Tuesday, August 31, 2004
Lost and Found Music
by Wayne Robins
A walk through the odds and ends of recorded music that I come across by chance, and sometimes really like.
I'm pretty sure of myself when it comes to rhythm and blues, soul and funk from the '50s, '60s and '70s. There's not a lot I haven't heard, or heard of, or so I think. I own vinyl albums by the Mighty Marvelows, Lazy Lester, Chris Kenner, the Jaynettes, and even the Turbans, the great uptempo doo-wop group that sang the unforgettable "When You Dance." (And what's really interesting about the latter is that some '50s experts believe that the Turbans never recorded an album, and that what I own is a lovingly-put together bootleg of, like I said, an album that never existed).
So I was pretty surprised to come across what appears to be a
U.K. compilation of soul and funk called "One-On" Volume 3. What intrigued me about it was that a number of artists had the right sounding names. But I had never heard of them. And as the names of the acts roll off my fingers: the New Process, the Mighty Imperials, the Aristocrats Organization, Wanda Davis...I realized you had probably never heard of them, either.
The disc originally came as a free promotional disc with issue three of Grand Slam magazine, a U.K. publication apparently devoted to the pursuit of unexamined funk. And the music is fascinating, much of it sounding like it was recorded in the first funk era, the early and mid-'70s, in some place like Birmingham, except it's hard to tell whether it's Birmingham, Ala. or Birmingham, England.
Actually, Grand Slam comes out of Nottingham, England. The Web site, gsmag.net, has little but the cover of the April/May 2004 issue (Vol. 2, issue 1). The cover shot: a proudly Afro'd Jimmy Castor. There are also cover lines for Jay-Z, Rakim, and Nas, which strikes me as a sound marketing move: sell the accessible hip-hop to underwrite the weirder funk explorations. In fact, the last half of the 13 song disc is mostly hip-hop, but there is some sharp stuff: C$ and DJ Chase's "Ladies Can I Have Your Attention" is a fun track in the De La Soul vein.
But the first six tracks are pure phantom funk. Wanda Davis has a terrific delivery on "Save Me," but the drummer sounds like he's using a hammer and nails to hang a picture somewhere else in the building. The Mighty Imperials featuring Joseph Henry do a whiz-bang version of Eddie Floyd's "I Never Found Me A Girl." The New Process (what a name!) kicks in with "Freedom," a social-consciousness tune in the Isley Brothers vein. The best is by a fine yet obscure singer named Silky Vincent, whose "Funky World Part I" is a gritty but smooth topical soul blues that is probably playing right now in the jukebox in the poolhall wherever Original Gangstas go to meet and greet.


* [PROBLEM TO SOLVE]: Check every line below for the word "Diameter" and copy each one that has it.

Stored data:
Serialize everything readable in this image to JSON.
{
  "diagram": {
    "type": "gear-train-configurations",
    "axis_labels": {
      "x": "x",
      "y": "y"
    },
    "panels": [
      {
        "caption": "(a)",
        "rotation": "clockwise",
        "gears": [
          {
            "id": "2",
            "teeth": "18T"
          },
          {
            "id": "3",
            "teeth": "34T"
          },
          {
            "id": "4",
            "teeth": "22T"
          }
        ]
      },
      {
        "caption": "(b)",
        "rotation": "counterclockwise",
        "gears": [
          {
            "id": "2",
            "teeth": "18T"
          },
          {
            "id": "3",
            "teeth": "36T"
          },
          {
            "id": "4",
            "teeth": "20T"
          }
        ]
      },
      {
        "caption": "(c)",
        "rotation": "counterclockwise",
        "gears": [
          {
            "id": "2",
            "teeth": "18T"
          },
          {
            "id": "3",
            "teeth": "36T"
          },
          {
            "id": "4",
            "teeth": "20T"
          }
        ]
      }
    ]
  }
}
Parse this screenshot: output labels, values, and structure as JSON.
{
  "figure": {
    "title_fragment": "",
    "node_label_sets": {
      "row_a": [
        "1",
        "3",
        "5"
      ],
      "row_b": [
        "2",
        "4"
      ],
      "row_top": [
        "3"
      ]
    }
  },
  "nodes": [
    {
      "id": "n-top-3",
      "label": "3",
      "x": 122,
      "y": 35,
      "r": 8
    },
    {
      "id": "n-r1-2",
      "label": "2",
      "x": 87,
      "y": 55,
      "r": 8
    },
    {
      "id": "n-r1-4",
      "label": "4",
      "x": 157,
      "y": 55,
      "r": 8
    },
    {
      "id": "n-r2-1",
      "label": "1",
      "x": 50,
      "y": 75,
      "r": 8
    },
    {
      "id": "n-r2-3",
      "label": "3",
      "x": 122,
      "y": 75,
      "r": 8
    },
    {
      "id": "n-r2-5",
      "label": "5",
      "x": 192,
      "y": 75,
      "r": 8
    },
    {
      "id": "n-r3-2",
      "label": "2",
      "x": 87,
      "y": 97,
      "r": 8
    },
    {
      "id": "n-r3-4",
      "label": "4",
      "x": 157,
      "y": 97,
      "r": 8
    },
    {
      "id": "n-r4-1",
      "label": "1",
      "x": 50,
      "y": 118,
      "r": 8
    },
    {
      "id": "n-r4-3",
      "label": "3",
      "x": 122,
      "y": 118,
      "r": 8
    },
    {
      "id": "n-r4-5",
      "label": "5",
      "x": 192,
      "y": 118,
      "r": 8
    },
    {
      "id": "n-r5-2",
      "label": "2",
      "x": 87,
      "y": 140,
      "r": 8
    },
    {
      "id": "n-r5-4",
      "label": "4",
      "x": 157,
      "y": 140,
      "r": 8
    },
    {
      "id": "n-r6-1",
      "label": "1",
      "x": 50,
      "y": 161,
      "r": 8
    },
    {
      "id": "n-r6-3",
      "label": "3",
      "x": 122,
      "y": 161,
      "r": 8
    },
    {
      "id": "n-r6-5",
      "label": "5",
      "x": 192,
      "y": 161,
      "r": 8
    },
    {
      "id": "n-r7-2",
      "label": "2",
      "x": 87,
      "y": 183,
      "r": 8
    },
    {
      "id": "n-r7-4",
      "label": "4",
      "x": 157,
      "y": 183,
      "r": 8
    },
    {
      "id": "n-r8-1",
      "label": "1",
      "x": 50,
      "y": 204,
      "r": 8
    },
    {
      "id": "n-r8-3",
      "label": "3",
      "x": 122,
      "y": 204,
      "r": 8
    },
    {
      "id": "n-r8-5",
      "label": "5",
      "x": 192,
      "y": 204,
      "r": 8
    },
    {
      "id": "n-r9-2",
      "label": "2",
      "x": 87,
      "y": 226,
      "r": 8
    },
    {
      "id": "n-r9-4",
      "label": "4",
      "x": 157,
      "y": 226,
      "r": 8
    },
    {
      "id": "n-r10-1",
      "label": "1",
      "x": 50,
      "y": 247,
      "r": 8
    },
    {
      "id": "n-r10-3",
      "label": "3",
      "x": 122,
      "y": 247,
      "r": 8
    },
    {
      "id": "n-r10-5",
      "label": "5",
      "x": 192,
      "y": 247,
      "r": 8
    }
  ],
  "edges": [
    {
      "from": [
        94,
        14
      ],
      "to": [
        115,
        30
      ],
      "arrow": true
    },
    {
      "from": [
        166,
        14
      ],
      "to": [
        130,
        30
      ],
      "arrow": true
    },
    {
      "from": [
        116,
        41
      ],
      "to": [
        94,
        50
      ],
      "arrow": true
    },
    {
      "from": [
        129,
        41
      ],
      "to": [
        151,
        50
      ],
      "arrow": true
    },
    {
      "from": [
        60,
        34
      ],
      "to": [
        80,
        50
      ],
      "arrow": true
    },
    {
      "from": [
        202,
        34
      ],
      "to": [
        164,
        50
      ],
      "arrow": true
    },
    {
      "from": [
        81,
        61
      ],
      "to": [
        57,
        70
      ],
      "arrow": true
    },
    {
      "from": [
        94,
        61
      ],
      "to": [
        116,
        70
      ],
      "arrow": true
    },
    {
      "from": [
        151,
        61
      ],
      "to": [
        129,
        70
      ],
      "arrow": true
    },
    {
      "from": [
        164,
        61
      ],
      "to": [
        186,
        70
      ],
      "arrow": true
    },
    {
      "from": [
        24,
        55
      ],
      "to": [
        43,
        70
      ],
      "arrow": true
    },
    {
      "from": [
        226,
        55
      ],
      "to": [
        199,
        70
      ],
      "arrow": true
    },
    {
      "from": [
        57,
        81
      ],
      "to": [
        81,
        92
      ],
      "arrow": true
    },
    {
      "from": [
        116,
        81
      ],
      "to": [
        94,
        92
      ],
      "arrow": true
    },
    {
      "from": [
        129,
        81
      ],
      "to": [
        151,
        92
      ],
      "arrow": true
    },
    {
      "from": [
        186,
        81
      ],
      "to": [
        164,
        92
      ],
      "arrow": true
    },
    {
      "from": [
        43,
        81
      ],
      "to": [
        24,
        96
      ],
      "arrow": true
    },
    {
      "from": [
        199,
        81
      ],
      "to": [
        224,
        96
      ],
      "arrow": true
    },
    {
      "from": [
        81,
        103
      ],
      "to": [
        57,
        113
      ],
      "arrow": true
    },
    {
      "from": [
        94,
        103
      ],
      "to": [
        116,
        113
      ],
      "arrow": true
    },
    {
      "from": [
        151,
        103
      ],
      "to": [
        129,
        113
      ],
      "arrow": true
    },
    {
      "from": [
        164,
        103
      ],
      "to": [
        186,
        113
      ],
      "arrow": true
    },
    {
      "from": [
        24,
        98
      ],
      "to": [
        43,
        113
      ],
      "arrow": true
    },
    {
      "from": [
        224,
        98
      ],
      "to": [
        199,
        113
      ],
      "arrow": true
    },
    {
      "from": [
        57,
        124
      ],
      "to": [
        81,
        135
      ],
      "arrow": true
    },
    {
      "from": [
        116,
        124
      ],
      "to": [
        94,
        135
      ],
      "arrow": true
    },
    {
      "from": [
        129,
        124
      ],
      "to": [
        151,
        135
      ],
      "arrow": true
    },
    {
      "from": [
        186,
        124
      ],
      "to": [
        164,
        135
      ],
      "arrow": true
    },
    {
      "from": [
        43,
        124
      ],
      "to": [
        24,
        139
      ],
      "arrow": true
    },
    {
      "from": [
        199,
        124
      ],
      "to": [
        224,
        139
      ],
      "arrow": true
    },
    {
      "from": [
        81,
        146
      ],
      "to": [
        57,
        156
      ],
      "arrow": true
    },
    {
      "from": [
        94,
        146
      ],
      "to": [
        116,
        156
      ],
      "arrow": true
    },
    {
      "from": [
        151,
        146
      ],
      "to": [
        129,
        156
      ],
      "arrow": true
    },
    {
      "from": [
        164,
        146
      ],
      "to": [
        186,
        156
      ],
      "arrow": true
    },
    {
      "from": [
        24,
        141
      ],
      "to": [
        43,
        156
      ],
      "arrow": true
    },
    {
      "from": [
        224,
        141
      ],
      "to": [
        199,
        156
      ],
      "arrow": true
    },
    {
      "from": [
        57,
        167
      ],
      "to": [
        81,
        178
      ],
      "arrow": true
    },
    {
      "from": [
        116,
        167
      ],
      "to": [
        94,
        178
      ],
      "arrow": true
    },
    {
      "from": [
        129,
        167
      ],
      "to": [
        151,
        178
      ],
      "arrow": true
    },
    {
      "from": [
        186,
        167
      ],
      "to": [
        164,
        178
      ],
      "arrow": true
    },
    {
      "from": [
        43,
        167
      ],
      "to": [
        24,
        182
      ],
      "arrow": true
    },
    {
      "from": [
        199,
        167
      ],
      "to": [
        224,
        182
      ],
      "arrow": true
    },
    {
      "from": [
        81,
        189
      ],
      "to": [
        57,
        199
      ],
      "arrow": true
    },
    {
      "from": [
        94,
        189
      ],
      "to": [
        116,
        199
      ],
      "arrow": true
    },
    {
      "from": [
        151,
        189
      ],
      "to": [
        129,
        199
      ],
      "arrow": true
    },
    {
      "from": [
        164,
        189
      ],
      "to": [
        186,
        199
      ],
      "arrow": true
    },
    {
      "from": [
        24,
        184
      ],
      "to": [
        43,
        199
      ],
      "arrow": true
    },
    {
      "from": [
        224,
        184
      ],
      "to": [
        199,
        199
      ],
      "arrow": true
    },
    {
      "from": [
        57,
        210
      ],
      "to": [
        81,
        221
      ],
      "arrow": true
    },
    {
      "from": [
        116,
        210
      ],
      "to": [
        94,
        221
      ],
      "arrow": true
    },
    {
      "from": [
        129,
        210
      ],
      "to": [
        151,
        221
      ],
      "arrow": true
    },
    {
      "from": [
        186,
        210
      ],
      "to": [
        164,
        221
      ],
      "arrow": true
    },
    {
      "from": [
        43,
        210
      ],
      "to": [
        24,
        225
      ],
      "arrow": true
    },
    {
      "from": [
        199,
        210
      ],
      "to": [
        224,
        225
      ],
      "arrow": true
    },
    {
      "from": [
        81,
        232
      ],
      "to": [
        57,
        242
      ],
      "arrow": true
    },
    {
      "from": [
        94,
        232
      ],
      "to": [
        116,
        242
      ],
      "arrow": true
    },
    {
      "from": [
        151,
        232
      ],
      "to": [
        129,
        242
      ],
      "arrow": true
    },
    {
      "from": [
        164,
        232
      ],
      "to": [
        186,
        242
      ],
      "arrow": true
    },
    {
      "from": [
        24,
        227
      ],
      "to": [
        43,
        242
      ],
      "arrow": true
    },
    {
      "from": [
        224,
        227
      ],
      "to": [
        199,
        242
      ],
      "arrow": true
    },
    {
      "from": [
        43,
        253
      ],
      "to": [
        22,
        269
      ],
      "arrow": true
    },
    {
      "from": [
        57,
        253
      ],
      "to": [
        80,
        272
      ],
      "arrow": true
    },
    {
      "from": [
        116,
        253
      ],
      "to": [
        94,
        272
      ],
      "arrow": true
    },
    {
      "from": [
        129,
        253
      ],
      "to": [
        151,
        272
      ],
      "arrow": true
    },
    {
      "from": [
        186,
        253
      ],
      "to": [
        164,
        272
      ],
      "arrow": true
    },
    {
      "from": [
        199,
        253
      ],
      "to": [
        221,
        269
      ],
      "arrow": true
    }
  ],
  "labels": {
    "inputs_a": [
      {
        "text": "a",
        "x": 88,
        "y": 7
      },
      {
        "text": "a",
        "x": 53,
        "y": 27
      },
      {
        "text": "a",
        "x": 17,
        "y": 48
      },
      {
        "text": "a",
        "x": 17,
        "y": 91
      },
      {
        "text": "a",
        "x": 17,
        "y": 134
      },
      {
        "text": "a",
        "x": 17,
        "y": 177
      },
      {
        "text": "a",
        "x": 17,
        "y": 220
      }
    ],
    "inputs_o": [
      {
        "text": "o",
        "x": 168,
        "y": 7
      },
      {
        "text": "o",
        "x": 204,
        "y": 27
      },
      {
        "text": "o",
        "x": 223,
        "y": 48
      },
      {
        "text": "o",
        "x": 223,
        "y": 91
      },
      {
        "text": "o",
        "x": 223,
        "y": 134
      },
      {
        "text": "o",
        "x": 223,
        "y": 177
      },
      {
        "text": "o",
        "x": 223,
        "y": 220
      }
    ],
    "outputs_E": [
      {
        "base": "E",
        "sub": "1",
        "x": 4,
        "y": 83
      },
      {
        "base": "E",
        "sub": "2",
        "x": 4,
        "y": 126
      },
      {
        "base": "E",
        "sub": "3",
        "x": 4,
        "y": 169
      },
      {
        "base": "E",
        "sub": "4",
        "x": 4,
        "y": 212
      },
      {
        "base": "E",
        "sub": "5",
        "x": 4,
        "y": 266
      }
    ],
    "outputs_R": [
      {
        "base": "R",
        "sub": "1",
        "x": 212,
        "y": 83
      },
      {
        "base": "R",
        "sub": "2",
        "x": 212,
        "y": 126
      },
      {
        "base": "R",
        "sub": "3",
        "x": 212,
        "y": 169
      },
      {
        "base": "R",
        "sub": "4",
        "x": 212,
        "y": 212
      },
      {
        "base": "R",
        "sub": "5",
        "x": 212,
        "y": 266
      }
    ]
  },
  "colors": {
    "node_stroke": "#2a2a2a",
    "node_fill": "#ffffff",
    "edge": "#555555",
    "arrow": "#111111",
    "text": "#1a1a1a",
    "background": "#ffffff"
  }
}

--

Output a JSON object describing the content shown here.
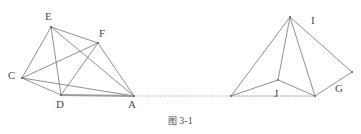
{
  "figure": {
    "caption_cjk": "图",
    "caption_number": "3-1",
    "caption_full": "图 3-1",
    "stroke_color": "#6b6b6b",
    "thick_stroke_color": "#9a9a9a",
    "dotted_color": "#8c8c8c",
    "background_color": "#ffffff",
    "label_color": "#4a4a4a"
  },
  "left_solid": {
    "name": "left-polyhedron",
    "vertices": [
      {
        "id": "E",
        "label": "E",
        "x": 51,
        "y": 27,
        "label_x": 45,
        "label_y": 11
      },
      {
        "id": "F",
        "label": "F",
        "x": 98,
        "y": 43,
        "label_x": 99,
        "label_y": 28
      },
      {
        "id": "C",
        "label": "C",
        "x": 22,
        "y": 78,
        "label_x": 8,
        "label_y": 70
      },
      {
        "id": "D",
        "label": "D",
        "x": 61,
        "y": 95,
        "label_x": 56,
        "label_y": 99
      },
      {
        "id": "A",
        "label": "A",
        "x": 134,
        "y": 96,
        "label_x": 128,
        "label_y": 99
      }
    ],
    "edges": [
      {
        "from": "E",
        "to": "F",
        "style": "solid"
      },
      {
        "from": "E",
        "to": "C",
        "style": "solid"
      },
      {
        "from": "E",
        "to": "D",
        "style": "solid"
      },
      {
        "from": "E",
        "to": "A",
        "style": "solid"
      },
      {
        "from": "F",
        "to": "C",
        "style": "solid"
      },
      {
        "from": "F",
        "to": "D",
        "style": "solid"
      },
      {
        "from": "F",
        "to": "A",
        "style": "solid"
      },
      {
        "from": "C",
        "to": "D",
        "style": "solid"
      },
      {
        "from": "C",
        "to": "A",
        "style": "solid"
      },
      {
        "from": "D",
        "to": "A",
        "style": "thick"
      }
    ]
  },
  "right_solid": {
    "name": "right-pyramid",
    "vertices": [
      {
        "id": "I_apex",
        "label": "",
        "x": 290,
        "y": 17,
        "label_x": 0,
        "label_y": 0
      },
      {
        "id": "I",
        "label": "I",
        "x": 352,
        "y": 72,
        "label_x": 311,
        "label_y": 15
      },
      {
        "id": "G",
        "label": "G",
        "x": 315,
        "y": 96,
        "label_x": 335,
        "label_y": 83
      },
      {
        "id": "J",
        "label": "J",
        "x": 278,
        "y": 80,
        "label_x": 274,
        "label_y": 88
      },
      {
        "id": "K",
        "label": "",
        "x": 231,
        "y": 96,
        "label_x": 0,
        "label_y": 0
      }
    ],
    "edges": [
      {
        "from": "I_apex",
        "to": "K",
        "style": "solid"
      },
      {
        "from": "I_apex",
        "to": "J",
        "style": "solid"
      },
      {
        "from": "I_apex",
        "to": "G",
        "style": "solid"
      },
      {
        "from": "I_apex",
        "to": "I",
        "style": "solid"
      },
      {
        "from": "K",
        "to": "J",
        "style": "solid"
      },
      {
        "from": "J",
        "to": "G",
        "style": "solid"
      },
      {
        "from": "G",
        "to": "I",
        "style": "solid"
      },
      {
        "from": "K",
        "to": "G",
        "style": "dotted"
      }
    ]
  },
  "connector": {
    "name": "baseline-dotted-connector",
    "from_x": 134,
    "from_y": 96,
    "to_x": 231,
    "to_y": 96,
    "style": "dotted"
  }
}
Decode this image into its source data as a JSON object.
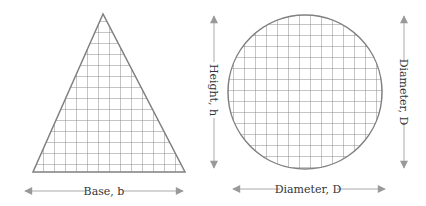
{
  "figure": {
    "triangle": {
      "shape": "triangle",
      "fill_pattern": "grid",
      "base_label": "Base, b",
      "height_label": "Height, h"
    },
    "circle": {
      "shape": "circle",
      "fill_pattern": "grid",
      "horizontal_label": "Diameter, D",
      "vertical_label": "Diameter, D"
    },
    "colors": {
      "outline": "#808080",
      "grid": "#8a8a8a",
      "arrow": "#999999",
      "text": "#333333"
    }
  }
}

* [RESULT]:
      "horizontal_label": "Diameter, D",
      "vertical_label": "Diameter, D"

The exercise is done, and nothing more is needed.